Original comment surprised me. On my *testing* desktop box I'm running Mandriva Cooker (Mandriva's development build), updating 2-3 times a day. Mandriva is tracking KDE 4.4 development (it's now at KDE 4.3.95 or KDE 4.4RC2) and Kernel development (now 2.6.33rc5) fairly closely. I have the option to turn off those features (nepomuk & akonadi, which I do).
With the improved qt4.6.1 toolkit on which KDE is based, I'm getting snappier performance than ever.
Mad at KDE 4.4
With the improved qt4.6.1 toolkit on which KDE is based, I'm getting snappier performance than ever.
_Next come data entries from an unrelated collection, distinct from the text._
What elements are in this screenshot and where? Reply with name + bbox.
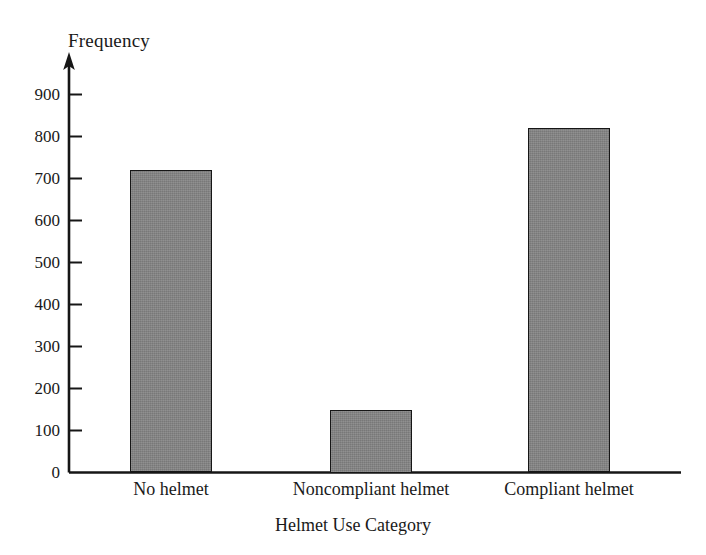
y-tick-label: 400	[8, 296, 60, 313]
y-tick-label: 600	[8, 212, 60, 229]
x-category-label-noncompliant-helmet: Noncompliant helmet	[293, 479, 449, 500]
bar-noncompliant-helmet	[330, 410, 412, 473]
y-tick-label: 800	[8, 128, 60, 145]
y-tick-label: 900	[8, 86, 60, 103]
y-tick-label: 500	[8, 254, 60, 271]
y-tick-label: 200	[8, 380, 60, 397]
x-axis-title: Helmet Use Category	[0, 515, 706, 536]
bar-no-helmet	[130, 170, 212, 472]
bar-chart: Frequency 900 800 700 600 500 400 300 20…	[0, 0, 706, 555]
x-category-label-no-helmet: No helmet	[133, 479, 208, 500]
y-tick-label: 300	[8, 338, 60, 355]
bar-compliant-helmet	[528, 128, 610, 472]
y-tick-label: 700	[8, 170, 60, 187]
y-tick-marks	[69, 95, 82, 431]
y-tick-label: 0	[8, 464, 60, 481]
x-category-label-compliant-helmet: Compliant helmet	[504, 479, 633, 500]
y-tick-label: 100	[8, 422, 60, 439]
y-tick-label-group: 900 800 700 600 500 400 300 200 100 0	[8, 0, 60, 555]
KDE developers have removed the kcm module from SystemSettings so you are not updated fully to 4.3.95. In addition KDEpim kmail will not run without akonadi. I was able to disable nepomuk by removing the backend that it needs to start so at least that cpu hogging piece of junk is gone.
Do you have the option?
You're right--upon checking, I have akonadi running, as I do use kmail on this box, but I have nepomuk disabled. I suspect the real CPU/memory hog is with nepomuk and strigi both enabled (they're in the same KDE dialog).
I've dumped KDE 4.4 for the
I've dumped KDE 4.4 for the exact same reasons mentioned above- Akonadi and Nepomuk. I fail to understand, why the the fsck do I need to have a MySQL server running on my laptop to merely index and hold my PIM data?? A good blog on this is at :- http://lukeplant.me.uk/blog/posts/a-plea-to-kde-developers/ and the comments below it . KDE apps are the best - but their decisions on the overall desktop experience are very very disappointing.
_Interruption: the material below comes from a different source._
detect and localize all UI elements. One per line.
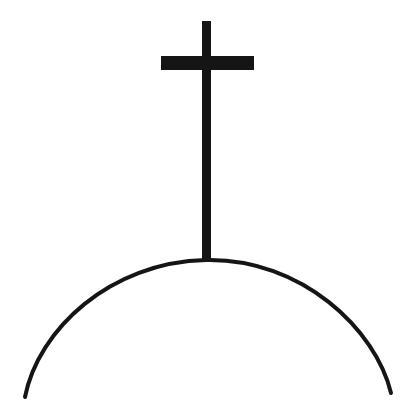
drawing-canvas — [0, 0, 420, 403]
cross-on-hill-illustration — [0, 0, 420, 403]
cross-horizontal-bar — [161, 56, 254, 70]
I am pissed off enough to go to GNOME full-time. Evolution as compared to Kontact is relatively less cluttered and doesn't hog your system resources. Tracker as compared to Nepomuk, isn't as full-featured...but can search files just as well. GNOME now looks better with each passing day.
Wait to experience a backlash from everyone once KDE 4.4 is released, and the users will start seeing performance slowdowns because of these dumb-ass technology decisions. KDE 4.4 will be one huge turd if they force the Akonadi and Nepomuk bindings down our collective throats.